Crick points out his subject’s weakness under pressure, but presumably because he is so convinced that Howard will never be prime minister he does not speculate on what consequences for the country might stem from this flaw. The psychological side of Howard, which, to be fair to Crick, he does explore from time to time, will be rich territory for any future biographer. So, too, will the limitations Howard has placed upon himself, and the offence he has caused to countless colleagues, interviewers, opponents and officials by being the aggressive barrister in circumstances where he should have been the persuasive and compelling politician.
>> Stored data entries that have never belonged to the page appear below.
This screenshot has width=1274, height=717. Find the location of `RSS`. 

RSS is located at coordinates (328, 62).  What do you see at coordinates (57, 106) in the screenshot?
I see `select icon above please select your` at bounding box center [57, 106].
Those of us who know Howard can testify to his courtesy in private, his generosity, his charm, his charisma. Why it so rarely emerges in public is presumably due to a mixture of insecurity and self-obsession, and, above all, a need at all times to be right and to appear impregnable. What we never get to the bottom of is why such a seemingly blameless man with a nice wife should appear as one who seems constantly in fear of having his collar felt.
One feature of this book that will irritate some readers is its tone. While he is broadly fair to Howard — which means occasionally admitting his subject’s strengths and virtues — the author imposes his own personality very heavily on certain p arts of his book, and it is not always charming. It will surprise many readers that, on the dust-jacket, credit should be claimed for the part Crick played in the ‘downfall’ of Iain Duncan Smith. It will be beyond most people why the author should want to brag about an episode that he seems not to realise has tarnished his own hitherto serious reputation as an investigative journalist. Crick did break the ‘story’ of how Duncan Smith had allegedly paid his wife for doing work she did not actually do. This was subsequently found to be untrue, and both Mr and Mrs Duncan Smith have emerged without a stain on their characters. Crick had been mis- informed by two disaffected former Tory officials who were looking for a means to get the then leader out. Given that much of his book on Michael Howard seeks to highlight the present Leader of the Opposition’s errors of judgment, Crick might like to recall what they say about stones and glass houses.
Simon Heffer is a columnist for the Daily Mail.